Equally, we all know that it is our young people, and their energy and innovation, as well as their culture of entrepreneurship, who are best able to turn promise into prosperity. We know, too, that talent and intelligence are widely spread, but that opportunity is not. That’s why we have invested so much in our youth: we know that if we unleash their talent, then their energy will lift us all.

That’s the potency of entrepreneurship: its ability to elevate people’s lives in a way that honours their dignity. The founders and leaders of GES, many of them American, understand this too. That is why they founded it five years ago. That is why they have taken the time to visit us.

In visiting us this weekend, they recognise the promise of Kenya, but also of the continent. Africa’s story is one of renewal and renaissance, not, as some would have it, of despair. Time and again, we’ve proved our detractors wrong: half a century ago, few gave us much chance of escaping the bondage of empire. And yet, here we are, free to chart our own course. What we have done in the past, we can do again. Our fathers won the political freedom of the continent. In this generation, we must win total economic freedom for our countries and peoples. The summit is a most substantial step on that journey.

Freedom does not, of course, preclude co-operation with friends and partners. Among the most important of these is the United States. Even before independence, we enjoyed close ties. Down the years, those ties have only strengthened – and, as the example, of President Obama shows, many are ties not just of friendship, but also of family.

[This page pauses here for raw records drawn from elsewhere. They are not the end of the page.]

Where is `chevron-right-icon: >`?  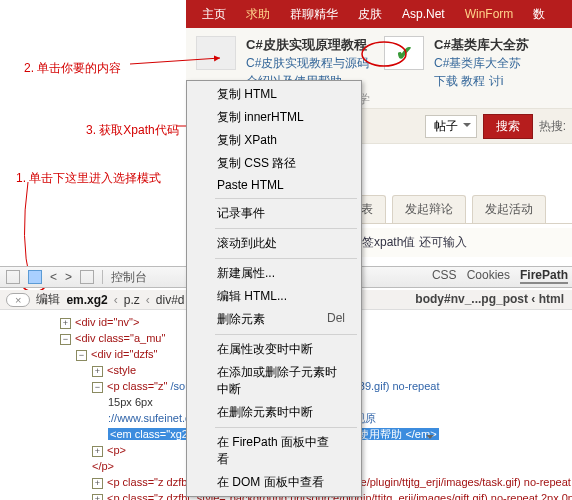
chevron-right-icon: > is located at coordinates (68, 277).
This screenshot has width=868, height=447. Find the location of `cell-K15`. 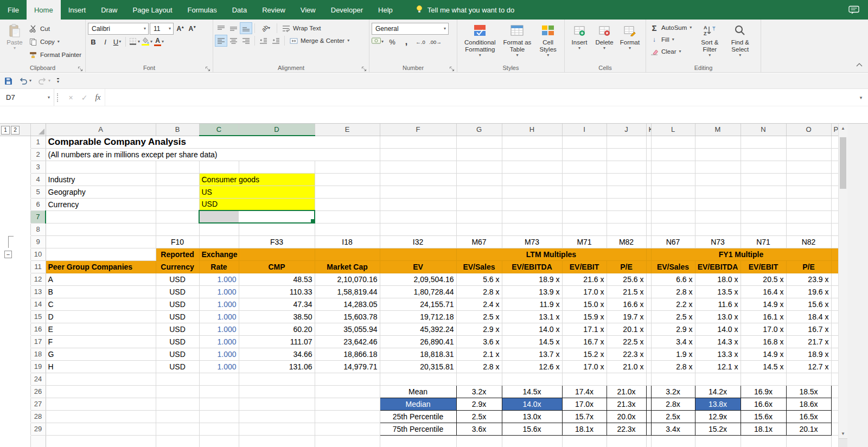

cell-K15 is located at coordinates (649, 317).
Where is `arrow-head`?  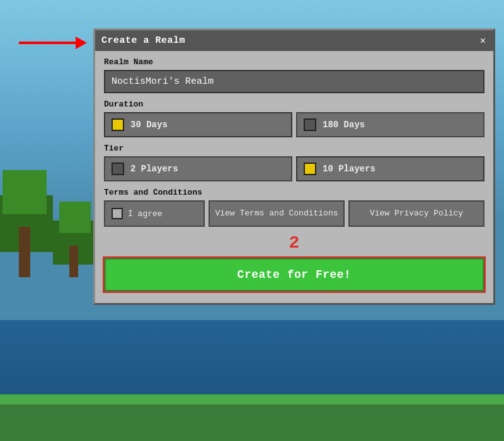 arrow-head is located at coordinates (81, 43).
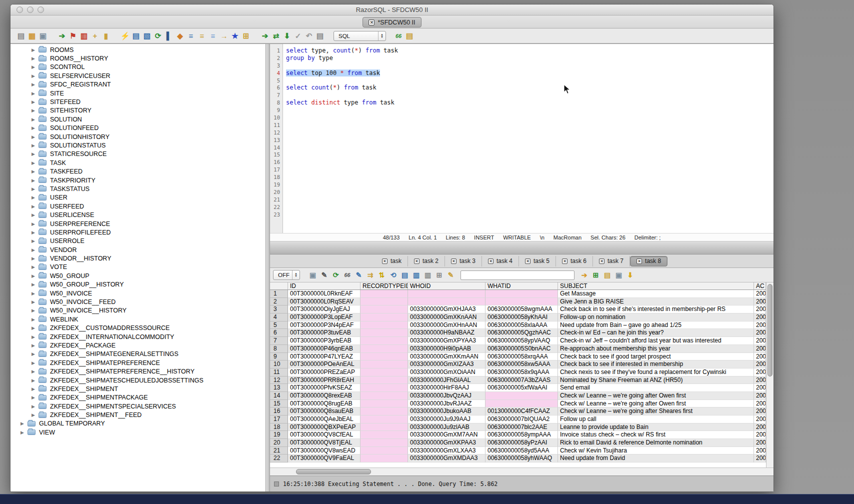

Like us, America has remained true to the path of democracy. Like us, solidarity has been their watchword. One of the great examples of that solidarity is the work of the great jurist, Thurgood Marshall, who came to us at the end of the colonial era, and helped us draft the constitution under which we won our independence.

Another is the great airlift of men and women from Kenya, and other African countries, to the United States, where they learned much, before returning to give their all to the building of a new, free Africa.

Some of this country’s most distinguished sons and daughters were educated in this way, and from Wangari Maathai to Philip Ochieng’, they remained prominent in the life of the nation for decades after their return.

One of those who learned much in the United States was Barack Obama Senior, a man of many gifts who returned to serve his country in the years after his education. His son, the President, will close a circle by returning to his father’s homeland today. I need not ask Kenyans to welcome him, and all our visitors, from far and wide, as warmly as we can.

But let me close with a message to our visitors. Welcome to Kenya. Welcome to possibility. Karibuni!

Uhuru Kenyatta is the President of the Republic of Kenya.